To my mind, you should be able to squeak through with your $1k/month budget if you go reserved pricing and open source. Though adding on monitoring and backups and other incidental costs (which I haven't calculated here) may end you up back over that number again.
Otherwise, $2.3k/month in a fully-managed-cloud enterprise package and you can sleep easy at night.

Google Cloud Storage Usage Pricing from byte_hours

I recently setup the Google Cloud Storage Access Logs & Storage Data and the logs are getting logged but I could see 4 logs at the same time.
For example:
usage_2017_02_14_07_00_00_00b564_v0
usage_2017_02_14_07_00_00_01b564_v0
usage_2017_02_14_07_00_00_02b564_v0
usage_2017_02_14_07_00_00_03b564_v0
So there are 4 usage logs logged for every hour, what's the different between them.
I connected all the logs to big query to query the table - and all 4 of them have different values.
Also analysing on storage logs - I could see storage_byte_hours to 43423002260.
How to calculate the cost from storage_byte_hours?

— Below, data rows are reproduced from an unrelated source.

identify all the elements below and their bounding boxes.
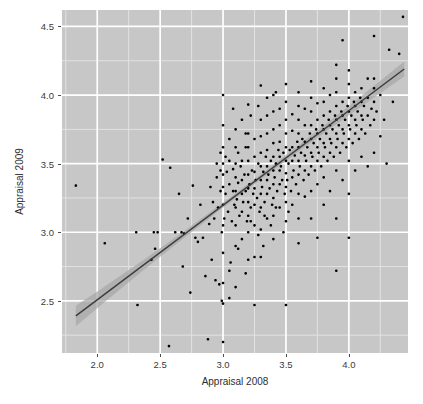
x-tick-label: 2.0	[91, 359, 104, 370]
y-tick-label: 3.0	[28, 227, 54, 238]
grid-major	[62, 10, 408, 353]
plot-canvas	[62, 10, 408, 353]
data-points	[75, 16, 405, 348]
plot-panel	[62, 10, 408, 353]
x-tick-mark	[286, 354, 287, 357]
x-tick-mark	[223, 354, 224, 357]
y-tick-label: 2.5	[28, 295, 54, 306]
x-tick-label: 2.5	[154, 359, 167, 370]
y-tick-mark	[58, 232, 61, 233]
x-axis-title: Appraisal 2008	[62, 376, 408, 387]
y-tick-label: 4.0	[28, 90, 54, 101]
x-tick-label: 3.0	[216, 359, 229, 370]
y-tick-mark	[58, 26, 61, 27]
y-tick-label: 4.5	[28, 21, 54, 32]
x-tick-label: 4.0	[342, 359, 355, 370]
y-axis-title: Appraisal 2009	[14, 10, 28, 353]
regression-line	[76, 69, 404, 316]
y-tick-mark	[58, 95, 61, 96]
y-tick-mark	[58, 164, 61, 165]
x-tick-label: 3.5	[279, 359, 292, 370]
y-tick-label: 3.5	[28, 158, 54, 169]
scatter-plot-figure: 2.53.03.54.04.5 2.02.53.03.54.0 Appraisa…	[0, 0, 423, 404]
y-tick-mark	[58, 301, 61, 302]
x-tick-mark	[349, 354, 350, 357]
x-tick-mark	[97, 354, 98, 357]
x-tick-mark	[160, 354, 161, 357]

It is normal for GCS to sometimes produce more than one logfiles for the same hour. From Downloading logs (emphasis mine):
Note:
Any log processing of usage logs should take into account the possibility that they may be delivered later than 15 minutes after the
end of an hour.
Usually, hourly usage log object(s) contain records for all usage that occurred during that hour. Occasionally, an hourly usage log
object contains records for an earlier hour, but never for a later
hour.
Cloud Storage may write multiple log objects for the same hour.

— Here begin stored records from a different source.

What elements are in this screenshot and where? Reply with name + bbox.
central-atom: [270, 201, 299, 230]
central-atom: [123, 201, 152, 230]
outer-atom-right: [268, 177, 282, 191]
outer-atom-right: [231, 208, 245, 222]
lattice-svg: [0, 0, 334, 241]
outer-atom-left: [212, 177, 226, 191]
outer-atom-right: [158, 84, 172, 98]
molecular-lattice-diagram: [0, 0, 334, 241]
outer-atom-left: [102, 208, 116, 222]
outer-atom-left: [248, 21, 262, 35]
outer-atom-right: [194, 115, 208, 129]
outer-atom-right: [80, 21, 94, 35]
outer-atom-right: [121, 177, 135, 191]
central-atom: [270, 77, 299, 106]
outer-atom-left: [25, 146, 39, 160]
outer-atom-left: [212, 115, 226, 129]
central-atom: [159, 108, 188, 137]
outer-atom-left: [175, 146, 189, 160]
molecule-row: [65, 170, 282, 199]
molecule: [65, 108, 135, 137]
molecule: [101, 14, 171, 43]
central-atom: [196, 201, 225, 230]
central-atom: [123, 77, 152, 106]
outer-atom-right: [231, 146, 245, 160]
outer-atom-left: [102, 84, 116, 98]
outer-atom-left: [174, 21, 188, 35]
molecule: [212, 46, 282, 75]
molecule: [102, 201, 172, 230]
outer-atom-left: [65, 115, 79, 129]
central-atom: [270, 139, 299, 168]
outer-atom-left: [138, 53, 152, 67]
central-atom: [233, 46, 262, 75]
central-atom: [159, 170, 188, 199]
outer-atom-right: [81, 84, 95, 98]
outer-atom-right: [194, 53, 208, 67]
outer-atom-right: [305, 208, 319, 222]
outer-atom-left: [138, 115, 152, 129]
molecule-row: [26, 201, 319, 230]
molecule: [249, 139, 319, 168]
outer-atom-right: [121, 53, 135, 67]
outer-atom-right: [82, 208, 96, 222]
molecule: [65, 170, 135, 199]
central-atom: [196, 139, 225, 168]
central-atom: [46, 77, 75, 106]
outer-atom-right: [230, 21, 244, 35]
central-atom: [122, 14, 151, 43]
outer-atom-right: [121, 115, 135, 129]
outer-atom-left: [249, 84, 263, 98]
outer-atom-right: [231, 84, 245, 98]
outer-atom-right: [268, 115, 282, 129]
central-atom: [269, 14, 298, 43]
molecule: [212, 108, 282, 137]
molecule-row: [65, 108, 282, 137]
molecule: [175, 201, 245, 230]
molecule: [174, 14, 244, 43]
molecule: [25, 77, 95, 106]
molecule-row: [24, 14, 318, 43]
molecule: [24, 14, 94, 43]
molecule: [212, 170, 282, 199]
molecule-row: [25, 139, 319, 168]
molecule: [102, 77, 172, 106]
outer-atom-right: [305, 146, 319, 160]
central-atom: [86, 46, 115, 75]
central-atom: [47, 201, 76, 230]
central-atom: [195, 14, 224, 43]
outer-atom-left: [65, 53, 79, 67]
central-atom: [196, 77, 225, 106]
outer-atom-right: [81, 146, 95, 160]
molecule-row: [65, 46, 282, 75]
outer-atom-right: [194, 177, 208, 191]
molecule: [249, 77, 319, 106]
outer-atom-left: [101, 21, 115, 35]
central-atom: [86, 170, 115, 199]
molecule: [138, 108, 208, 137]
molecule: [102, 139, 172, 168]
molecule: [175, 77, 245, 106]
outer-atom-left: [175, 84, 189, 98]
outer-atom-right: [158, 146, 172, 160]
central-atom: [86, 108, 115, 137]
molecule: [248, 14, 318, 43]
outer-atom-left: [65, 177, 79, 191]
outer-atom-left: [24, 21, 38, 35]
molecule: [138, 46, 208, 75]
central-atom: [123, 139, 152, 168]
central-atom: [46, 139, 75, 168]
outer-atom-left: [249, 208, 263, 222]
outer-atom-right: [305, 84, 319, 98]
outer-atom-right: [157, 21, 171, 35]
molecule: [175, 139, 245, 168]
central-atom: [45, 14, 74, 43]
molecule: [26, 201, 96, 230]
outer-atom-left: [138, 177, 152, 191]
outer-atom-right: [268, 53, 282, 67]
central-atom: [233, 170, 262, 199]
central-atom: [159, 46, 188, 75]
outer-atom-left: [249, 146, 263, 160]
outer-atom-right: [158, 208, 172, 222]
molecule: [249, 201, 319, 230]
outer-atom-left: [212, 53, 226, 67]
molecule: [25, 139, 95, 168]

Occasionally, a single record may appear twice in the usage logs. While we make our best effort to remove duplicate records, your log
processing should be able to remove them if it is critical to your log
analysis. You can use the s_request_id field to detect duplicates.
You calculate the bucket size from storage_byte_hours. From Access and storage log format:
Storage data fields:
Field Type Description
storage_byte_hours integer Average size in byte-hours over a 24 hour period of the bucket.
To get the total size of the bucket, divide byte-hours by 24.
In your case 43423002260 byte-hours / 24 hours = 1809291760 bytes
You can use the bucket size to estimate the cost for the storage itself:
1809291760 bytes = 1809291760 / 2^^30 GB ~= 1.685 GB
Assuming Multi Regional Storage (per GB per Month ) $0.026 your storage cost be:
1.685 GB x $0.026 = $0.04381 / month ~= $0.00146033333333 / day (w/ 30 days month)
But a pile of other data (network, ops, etc) is needed to compute additional related costs, see Google Cloud Storage Pricing.